A review by sharonbakar
The Long Take by Robin Robertson

4.0

This year’s Booker prize judges chose several unconventional literary works (including a crime novel, a graphic novel and two novels which incorporate stand alone short stories) pushing the boundaries of what a novel can be.

Robin Robertson’s The Long Take is though perhaps the most unusual in form – a long prose poem which also happens to be a most moving account of the personal toll that war takes. It tells the story of a World War 2 veteran so broken by his experiences in France that he feels he can no longer return to his home to Canada. He decides instead to start a new life in America, first in New York and then in Los Angeles where he gets a job as a reporter in the crime section of the LA Times before being sent on assignment to San Francisco. He has a particular interest in the plight of the homeless, especially those veterans who have ended up on Skid Row because there are no jobs for them and society just doesn’t care. This is the American dream gone sour.

Walker (“ … he walks. That is his name and his nature”) wanders the streets and the descriptions of the cityscapes of the post-war years are finely detailed and sensuously evocative. Woven into the novel is a fascination for the films of the era (some of which he sees being shot) and jazz. The sense of time and place is further enhanced by the inclusion of black and white photographs.
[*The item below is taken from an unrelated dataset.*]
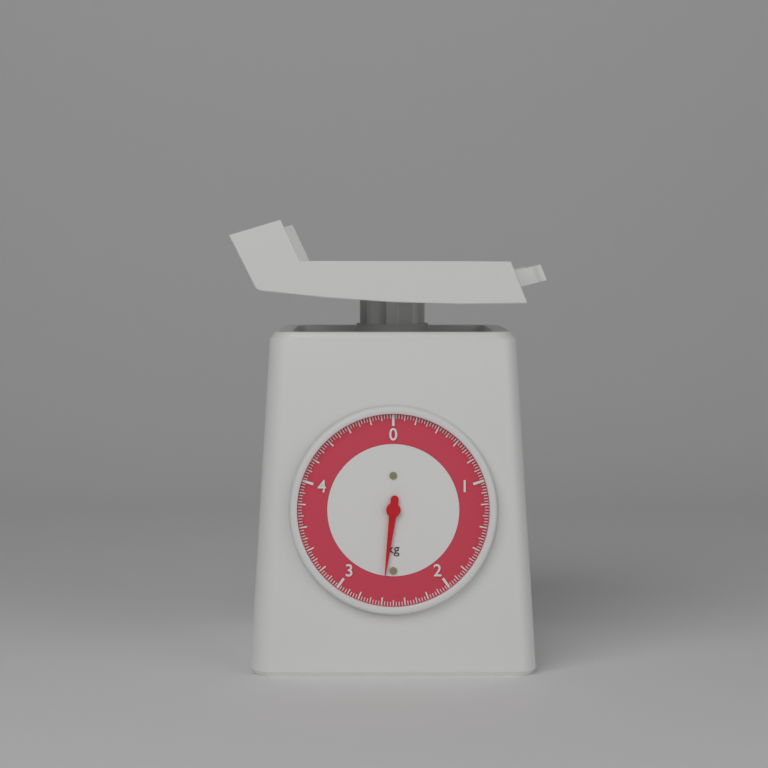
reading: 2.600 kg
The research Robertson has put in to get the period details so precise is most impressive.

Walker still suffers from PTSD so any small sound “A dropped crate or child’s shout or a car backfiring” creates a whole strong of terrible associations. Within the fractured narrative are diary entries detailing his observations of the city, vivid flashbacks of the past – the natural landscape of Cape Breton isle where he grew up, of the woman he loves and whom he can never go back to, and then increasingly of Normandy; until we learn in the terrible climax of the novel exactly what he did.

The poetry never gets in the way of the story-telling. Robertson writes in the language of the everyday, but every image shines.